There’s nothing particularly new about the fact that confronting cult
members with hard facts and evidence has never been a spectacularly effective
way of changing their minds, but what is, perhaps, new in the past decade or
two is the extent to which ‘alternative’ facts and evidence are so readily
available to reinforce any beliefs when they are challenged. As the director of
the policy institute at King’s College London put it in the newspaper article: “Attempting to change people’s views of
Brexit solely with a more evidence-based description won’t land, because it
misses a large part of the point: our allegiances affect our view of reality as
much as the other way round”. One of
the problems with the anti-Brexit campaign from the outset has been the absence
of any attempt to present a positive case for European unity; it has always
been mostly based on presenting the negatives of Brexit. Changing the underlying allegiance is much, much harder than merely presenting facts and evidence.
The scientific
approach to analysis of evidence is by no means as deeply ingrained in the
human psyche as many of us have optimistically chosen to believe, and we are
seeing the consequences of that, not just in relation to political questions,
but also on issues such as climate change.

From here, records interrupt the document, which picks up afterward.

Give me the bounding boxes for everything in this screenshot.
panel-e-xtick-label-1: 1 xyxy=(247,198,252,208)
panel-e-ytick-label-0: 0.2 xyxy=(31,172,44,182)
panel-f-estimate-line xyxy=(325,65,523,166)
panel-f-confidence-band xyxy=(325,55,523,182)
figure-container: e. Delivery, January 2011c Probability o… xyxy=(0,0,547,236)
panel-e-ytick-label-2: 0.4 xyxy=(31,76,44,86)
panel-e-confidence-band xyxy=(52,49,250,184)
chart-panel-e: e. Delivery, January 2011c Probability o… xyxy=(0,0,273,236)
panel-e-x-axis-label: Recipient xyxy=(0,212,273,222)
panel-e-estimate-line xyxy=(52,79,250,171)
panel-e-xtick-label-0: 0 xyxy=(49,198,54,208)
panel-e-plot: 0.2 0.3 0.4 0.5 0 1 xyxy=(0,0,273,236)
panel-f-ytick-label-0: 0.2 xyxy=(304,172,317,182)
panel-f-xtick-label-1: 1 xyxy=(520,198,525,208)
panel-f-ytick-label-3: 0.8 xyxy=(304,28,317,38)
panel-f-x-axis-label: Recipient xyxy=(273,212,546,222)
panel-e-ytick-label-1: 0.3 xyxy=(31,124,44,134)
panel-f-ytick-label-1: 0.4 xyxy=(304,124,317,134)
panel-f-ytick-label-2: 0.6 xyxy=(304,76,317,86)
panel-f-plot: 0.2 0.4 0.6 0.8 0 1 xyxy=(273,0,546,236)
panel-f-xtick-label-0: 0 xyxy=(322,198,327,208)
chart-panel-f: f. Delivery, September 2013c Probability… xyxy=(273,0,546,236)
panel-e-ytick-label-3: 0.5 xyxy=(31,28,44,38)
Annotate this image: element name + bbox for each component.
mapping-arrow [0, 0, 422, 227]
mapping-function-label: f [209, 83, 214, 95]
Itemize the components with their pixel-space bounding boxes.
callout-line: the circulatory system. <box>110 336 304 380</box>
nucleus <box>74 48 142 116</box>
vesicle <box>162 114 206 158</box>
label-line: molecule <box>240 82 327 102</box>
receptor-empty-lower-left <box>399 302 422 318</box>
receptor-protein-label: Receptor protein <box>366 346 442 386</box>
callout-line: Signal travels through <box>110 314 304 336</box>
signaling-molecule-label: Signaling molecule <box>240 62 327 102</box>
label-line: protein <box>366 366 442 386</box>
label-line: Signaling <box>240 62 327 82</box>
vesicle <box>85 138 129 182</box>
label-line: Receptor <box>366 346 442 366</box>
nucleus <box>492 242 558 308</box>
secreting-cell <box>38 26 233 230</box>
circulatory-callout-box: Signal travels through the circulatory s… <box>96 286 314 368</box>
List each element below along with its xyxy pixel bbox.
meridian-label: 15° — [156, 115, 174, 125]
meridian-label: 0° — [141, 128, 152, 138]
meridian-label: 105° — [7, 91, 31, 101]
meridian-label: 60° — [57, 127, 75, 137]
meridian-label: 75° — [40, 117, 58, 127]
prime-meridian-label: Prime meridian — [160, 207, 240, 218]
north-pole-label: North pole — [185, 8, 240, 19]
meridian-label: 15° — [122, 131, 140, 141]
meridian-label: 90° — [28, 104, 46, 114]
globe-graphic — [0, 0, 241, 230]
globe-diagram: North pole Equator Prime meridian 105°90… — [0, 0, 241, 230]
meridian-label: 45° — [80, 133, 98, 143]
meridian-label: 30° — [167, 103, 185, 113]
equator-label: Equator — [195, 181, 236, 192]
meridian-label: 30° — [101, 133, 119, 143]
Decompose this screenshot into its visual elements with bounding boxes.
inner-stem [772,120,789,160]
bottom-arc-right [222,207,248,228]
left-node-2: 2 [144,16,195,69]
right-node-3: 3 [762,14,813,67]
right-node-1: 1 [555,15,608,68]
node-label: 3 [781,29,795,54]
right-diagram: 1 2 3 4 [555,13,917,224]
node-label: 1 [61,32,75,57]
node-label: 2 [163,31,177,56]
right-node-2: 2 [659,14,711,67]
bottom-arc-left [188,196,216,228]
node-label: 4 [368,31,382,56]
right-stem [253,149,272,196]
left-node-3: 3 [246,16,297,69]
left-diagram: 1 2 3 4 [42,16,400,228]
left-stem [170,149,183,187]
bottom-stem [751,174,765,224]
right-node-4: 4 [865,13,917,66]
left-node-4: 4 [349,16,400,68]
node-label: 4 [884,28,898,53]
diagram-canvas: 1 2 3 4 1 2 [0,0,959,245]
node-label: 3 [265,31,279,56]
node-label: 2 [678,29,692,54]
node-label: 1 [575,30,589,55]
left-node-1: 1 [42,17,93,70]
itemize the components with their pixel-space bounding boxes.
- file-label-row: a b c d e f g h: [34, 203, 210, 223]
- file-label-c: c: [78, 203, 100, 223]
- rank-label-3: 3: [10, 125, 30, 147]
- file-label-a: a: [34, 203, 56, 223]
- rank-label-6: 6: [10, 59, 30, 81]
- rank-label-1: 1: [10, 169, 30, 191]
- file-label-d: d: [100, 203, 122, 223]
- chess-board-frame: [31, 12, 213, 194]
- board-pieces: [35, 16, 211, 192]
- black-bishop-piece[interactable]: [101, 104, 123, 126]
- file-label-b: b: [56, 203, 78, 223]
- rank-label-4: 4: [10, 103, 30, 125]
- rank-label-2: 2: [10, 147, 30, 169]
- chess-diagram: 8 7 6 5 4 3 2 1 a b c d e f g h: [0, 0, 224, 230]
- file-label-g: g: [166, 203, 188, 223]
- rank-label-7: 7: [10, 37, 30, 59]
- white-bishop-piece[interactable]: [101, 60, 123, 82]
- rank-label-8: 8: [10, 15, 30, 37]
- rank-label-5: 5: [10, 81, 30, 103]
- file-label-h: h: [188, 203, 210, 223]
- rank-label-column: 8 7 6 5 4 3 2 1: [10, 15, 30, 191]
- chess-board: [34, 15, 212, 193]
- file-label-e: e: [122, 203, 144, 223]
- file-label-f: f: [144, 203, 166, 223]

None of this is an argument for ceasing to promote facts and hard
evidence; after all, if some of the great minds of the past had simply given
up, we would all still ‘know’, with absolute certainty, that the Earth was the
centre of the universe and everything else revolved around it. We should, though, be a bit more circumspect
about the impact that we are having, and accept that, to coin a phrase, the Enlightenment
is a continuing process not just a historical event.